By Afolabi Sotunde and Ismail Abba
KATSINA, Nigeria (Reuters) – Protesters marched in northwestern Nigeria on Thursday under a banner reading #BringBackOurBoys as pressure mounted on the government to improve security in the region and secure the release of more than 300 kidnapped boys.
Parents fear time is running out to bring the boys home. The Islamist group Boko Haram, which said in an unverified audio message that it was behind their abduction from a school on Dec. 11, has a history of turning captives into jihadist fighters.
Dozens of people attended a march through the city of Katsina in response to The Coalition of Northern Groups (CNG), a civil society body that focuses on the welfare of northern Nigerians. Some chanted “Save northern Nigeria”.
The hashtag #BringBackOurBoys has been trending on Twitter in recent days and echoes a campaign that was launched to bring home more than 200 girls abducted by Boko Haram in 2014.
“Northern Nigeria has been abandoned at the mercy of vicious insurgents, bandits, kidnappers, armed robbers, rapists and an assortment of hardened criminals,” said Balarabe Ruffin, CNG’s national coordinator.
He said there was a “huge vacuum in the political will and capacity of government to challenge” the kidnappers, who abducted the boys from the all-boys Government Science secondary school in the town of Kankara in Katsina state.
Around 320 boys are still missing, the Katsina state government has said.
If Boko Haram’s claim of responsibility is confirmed, it would mark an expansion beyond its northeastern base.
Late on Wednesday, Katsina state Governor Aminu Bello Masari told the BBC Hausa service the missing boys were in the forests of neighbouring Zamfara state.
An aide to Masari said soldiers and intelligence officers had been combing the Rugu forest, which stretches across Katsina, Zamfara, Kaduna and Niger states, in search of the boys.
Regional security experts say the boys could be taken over the nearby border into Niger, which would make finding them harder.
Armed gangs that rob and kidnap for ransom, widely referred to as “bandits”, carry out attacks on communities across the northwest, making it hard for locals to farm, travel or tap rich mineral assets in some states such as gold.
Criminal gangs operating in the northwest have killed more than 1,100 people in the first half of 2020 alone, according to rights group Amnesty International.
In the northeast, Boko Haram and its offshoot, Islamic State West Africa Province, have waged a decade-long insurgency estimated to have displaced about 2 million people and killed more than 30,000. They want to create states based on their extreme interpretation of sharia law.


Work instructions ▸ Identify the line in which "what are the coordinates of man?" appears, then reproduce that line and all remaining lines of the records word for word.

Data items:
#####

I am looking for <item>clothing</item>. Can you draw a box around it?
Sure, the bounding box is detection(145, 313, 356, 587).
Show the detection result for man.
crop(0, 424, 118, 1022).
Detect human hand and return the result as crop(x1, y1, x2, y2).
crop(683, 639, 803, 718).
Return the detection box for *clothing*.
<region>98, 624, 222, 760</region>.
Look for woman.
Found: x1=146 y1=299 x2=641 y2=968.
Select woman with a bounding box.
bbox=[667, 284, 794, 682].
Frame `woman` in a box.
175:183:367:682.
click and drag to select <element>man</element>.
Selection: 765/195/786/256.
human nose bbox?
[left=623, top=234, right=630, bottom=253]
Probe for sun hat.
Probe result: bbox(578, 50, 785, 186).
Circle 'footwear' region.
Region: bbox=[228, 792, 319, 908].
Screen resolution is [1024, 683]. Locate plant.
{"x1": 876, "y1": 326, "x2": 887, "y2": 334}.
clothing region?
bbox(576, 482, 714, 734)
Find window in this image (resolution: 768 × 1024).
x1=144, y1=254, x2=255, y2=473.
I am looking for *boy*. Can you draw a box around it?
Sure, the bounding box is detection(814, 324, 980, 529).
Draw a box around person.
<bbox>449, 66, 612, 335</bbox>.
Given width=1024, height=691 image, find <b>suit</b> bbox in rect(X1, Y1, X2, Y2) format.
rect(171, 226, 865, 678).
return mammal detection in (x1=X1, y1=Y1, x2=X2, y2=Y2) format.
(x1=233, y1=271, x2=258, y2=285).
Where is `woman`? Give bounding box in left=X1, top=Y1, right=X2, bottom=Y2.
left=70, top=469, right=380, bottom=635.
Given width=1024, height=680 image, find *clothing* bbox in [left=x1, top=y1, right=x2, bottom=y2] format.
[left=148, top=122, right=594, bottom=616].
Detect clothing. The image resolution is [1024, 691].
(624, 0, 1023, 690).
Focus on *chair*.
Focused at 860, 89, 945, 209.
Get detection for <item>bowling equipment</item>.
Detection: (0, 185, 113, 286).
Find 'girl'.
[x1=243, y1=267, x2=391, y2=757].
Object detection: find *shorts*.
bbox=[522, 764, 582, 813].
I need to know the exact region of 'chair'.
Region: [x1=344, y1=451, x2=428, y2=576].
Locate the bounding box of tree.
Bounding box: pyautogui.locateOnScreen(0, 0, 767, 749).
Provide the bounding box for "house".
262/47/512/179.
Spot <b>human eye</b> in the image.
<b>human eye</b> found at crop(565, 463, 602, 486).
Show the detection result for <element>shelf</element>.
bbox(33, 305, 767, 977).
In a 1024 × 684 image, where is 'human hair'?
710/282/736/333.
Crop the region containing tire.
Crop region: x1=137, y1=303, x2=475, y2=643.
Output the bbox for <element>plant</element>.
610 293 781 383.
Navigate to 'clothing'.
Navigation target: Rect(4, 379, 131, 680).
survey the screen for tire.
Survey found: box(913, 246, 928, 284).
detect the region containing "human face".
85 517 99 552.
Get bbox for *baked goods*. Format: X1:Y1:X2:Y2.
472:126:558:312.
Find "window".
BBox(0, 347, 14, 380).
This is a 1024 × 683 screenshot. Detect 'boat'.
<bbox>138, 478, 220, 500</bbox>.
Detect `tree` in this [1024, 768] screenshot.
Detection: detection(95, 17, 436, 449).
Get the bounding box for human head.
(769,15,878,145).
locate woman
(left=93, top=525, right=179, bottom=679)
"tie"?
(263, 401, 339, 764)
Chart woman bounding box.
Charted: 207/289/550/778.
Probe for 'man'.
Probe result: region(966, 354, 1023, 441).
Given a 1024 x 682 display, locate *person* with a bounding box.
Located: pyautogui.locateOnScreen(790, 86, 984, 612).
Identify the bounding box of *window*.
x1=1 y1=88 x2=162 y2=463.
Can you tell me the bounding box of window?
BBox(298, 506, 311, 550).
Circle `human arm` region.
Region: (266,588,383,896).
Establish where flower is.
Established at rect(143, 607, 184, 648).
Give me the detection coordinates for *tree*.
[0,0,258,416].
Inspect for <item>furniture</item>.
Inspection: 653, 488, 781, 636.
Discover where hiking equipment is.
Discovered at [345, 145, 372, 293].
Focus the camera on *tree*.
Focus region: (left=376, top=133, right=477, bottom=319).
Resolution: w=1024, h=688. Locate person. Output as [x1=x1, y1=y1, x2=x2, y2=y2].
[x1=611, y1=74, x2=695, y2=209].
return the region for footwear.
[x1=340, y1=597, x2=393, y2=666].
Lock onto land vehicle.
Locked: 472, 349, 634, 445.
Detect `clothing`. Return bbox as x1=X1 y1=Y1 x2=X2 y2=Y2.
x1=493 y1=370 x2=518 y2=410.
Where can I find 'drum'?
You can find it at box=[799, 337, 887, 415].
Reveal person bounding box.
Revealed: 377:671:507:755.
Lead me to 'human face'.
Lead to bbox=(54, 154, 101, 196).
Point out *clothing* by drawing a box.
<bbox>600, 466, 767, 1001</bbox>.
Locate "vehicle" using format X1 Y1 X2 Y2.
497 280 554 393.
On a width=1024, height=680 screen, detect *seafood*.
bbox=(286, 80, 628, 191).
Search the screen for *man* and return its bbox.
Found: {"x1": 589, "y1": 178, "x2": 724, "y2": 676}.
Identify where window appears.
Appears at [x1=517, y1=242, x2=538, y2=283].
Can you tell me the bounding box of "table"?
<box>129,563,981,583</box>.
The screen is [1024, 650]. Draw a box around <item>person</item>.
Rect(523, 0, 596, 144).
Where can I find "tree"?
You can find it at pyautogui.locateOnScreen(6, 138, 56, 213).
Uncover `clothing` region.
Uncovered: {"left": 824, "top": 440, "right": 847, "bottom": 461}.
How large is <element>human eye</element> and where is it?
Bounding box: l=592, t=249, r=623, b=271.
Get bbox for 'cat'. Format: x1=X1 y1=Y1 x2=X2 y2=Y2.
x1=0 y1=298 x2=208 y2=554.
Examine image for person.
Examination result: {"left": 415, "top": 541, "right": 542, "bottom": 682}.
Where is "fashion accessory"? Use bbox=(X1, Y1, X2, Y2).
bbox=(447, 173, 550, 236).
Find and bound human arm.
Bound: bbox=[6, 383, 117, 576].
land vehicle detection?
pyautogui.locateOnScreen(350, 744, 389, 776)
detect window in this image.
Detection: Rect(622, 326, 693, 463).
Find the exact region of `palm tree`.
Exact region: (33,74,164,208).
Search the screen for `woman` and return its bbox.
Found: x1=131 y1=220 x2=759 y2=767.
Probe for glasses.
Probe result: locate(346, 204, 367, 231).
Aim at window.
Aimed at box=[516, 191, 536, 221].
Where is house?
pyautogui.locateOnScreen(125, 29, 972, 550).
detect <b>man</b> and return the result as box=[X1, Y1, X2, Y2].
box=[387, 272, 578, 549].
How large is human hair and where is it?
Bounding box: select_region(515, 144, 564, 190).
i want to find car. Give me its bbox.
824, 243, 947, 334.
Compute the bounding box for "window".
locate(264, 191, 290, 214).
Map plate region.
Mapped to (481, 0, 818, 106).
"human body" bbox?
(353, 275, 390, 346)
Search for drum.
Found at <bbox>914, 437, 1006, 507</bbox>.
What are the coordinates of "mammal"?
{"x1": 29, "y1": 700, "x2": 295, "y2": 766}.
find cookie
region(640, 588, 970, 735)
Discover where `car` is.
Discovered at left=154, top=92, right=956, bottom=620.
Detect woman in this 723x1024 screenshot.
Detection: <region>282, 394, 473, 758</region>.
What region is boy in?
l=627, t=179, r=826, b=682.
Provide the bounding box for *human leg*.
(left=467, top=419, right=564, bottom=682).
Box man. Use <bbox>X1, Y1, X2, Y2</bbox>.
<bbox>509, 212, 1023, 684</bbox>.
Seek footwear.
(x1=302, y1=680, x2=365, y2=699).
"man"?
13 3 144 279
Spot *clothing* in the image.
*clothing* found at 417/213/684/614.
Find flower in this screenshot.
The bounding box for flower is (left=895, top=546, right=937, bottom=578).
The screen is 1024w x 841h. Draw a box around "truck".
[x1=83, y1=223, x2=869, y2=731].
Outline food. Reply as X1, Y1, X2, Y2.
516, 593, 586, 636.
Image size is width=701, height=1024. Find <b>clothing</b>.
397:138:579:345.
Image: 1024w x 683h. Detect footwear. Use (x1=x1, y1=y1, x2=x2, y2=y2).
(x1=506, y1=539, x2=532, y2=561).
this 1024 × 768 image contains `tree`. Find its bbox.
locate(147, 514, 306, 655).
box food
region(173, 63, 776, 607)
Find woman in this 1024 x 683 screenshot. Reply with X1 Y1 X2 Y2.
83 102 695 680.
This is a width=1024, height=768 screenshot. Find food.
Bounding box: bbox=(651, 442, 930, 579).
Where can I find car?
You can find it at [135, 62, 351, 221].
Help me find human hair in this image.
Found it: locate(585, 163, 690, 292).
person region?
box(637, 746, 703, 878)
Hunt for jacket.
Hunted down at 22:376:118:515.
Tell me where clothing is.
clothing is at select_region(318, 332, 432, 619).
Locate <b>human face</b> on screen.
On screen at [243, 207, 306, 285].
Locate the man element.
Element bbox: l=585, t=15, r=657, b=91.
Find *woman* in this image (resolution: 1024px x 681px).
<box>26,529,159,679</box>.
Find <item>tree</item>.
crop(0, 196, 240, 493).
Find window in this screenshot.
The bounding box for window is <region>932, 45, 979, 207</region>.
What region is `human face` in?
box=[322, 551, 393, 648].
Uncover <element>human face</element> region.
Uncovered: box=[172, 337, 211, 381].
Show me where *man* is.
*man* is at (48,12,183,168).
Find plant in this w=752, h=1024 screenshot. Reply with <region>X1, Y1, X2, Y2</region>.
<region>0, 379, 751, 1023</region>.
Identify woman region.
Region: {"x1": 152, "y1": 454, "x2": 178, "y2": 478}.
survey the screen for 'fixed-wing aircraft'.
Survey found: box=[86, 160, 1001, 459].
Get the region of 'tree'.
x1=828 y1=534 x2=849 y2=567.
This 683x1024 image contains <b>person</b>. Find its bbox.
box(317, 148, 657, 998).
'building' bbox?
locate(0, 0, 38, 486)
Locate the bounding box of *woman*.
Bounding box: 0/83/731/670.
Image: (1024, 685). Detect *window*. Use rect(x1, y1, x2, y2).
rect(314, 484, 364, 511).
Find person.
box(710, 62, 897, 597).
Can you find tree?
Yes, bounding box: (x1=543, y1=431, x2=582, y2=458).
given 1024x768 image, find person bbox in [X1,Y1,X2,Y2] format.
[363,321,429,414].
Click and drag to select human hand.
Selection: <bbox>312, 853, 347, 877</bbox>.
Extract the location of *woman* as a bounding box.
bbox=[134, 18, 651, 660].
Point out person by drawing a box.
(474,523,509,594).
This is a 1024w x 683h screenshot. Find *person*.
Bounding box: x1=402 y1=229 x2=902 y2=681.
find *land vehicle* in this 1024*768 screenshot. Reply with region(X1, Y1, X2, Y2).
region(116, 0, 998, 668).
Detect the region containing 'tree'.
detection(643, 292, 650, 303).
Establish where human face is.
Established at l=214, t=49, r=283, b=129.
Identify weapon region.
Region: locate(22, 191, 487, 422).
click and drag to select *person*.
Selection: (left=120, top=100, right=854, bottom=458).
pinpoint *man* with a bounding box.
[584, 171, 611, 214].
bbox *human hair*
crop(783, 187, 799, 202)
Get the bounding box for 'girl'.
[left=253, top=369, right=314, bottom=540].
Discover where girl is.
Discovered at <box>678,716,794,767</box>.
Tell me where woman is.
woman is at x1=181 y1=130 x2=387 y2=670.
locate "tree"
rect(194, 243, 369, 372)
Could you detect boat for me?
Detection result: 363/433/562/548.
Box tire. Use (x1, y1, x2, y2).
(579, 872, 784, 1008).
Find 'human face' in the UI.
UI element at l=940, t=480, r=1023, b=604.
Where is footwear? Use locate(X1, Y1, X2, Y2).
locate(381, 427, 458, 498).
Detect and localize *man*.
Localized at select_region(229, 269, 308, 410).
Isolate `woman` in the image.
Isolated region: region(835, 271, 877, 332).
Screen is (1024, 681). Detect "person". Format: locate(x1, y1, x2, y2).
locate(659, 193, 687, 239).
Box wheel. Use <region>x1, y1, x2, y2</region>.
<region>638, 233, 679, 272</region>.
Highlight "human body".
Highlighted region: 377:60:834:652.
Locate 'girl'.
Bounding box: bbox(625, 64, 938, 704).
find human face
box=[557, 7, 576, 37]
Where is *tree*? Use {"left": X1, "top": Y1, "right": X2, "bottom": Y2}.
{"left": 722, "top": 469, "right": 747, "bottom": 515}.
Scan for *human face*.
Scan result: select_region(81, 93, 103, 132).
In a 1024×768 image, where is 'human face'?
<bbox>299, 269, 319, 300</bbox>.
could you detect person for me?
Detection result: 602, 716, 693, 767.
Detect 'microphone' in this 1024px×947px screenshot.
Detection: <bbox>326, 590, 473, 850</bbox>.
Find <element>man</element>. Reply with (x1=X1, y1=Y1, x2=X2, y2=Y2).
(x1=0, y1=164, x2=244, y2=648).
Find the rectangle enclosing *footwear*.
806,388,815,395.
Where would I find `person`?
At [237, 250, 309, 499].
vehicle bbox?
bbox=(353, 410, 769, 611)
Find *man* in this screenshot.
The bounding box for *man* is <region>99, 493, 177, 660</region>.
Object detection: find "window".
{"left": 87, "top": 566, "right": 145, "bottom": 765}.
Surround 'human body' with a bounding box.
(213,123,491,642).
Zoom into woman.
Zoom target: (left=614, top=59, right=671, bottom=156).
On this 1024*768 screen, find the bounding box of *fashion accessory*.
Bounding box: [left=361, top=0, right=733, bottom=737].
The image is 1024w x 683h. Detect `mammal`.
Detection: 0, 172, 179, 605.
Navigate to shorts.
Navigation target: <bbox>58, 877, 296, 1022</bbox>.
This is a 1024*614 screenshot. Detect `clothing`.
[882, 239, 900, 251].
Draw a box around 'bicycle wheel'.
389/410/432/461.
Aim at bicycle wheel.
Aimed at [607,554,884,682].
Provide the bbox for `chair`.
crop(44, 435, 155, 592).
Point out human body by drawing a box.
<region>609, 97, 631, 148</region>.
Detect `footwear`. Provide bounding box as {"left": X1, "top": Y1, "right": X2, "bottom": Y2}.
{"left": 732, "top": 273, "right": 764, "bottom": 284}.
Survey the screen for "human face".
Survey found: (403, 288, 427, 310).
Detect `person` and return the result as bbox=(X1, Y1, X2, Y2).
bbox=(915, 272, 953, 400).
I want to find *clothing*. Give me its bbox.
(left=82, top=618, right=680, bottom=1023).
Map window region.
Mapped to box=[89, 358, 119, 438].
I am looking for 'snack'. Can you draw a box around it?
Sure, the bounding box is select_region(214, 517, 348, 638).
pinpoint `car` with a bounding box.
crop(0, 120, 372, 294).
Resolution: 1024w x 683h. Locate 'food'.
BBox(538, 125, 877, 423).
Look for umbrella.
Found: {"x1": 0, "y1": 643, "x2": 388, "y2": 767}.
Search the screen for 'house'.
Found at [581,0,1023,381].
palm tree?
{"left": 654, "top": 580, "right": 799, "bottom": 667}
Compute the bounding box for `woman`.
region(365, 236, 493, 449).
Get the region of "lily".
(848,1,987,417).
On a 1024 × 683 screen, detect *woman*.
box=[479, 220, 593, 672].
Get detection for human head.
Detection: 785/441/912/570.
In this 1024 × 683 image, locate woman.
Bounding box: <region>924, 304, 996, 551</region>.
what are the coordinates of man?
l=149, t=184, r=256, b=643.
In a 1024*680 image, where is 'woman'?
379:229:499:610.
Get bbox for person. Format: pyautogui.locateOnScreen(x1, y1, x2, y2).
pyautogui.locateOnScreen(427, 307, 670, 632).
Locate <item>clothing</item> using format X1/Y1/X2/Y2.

#####

Reply ▸
what are the coordinates of man?
l=149, t=184, r=256, b=643.
In a 1024*680 image, where is 'woman'?
379:229:499:610.
Get bbox for person. Format: pyautogui.locateOnScreen(x1, y1, x2, y2).
pyautogui.locateOnScreen(427, 307, 670, 632).
Locate <item>clothing</item> using format X1/Y1/X2/Y2.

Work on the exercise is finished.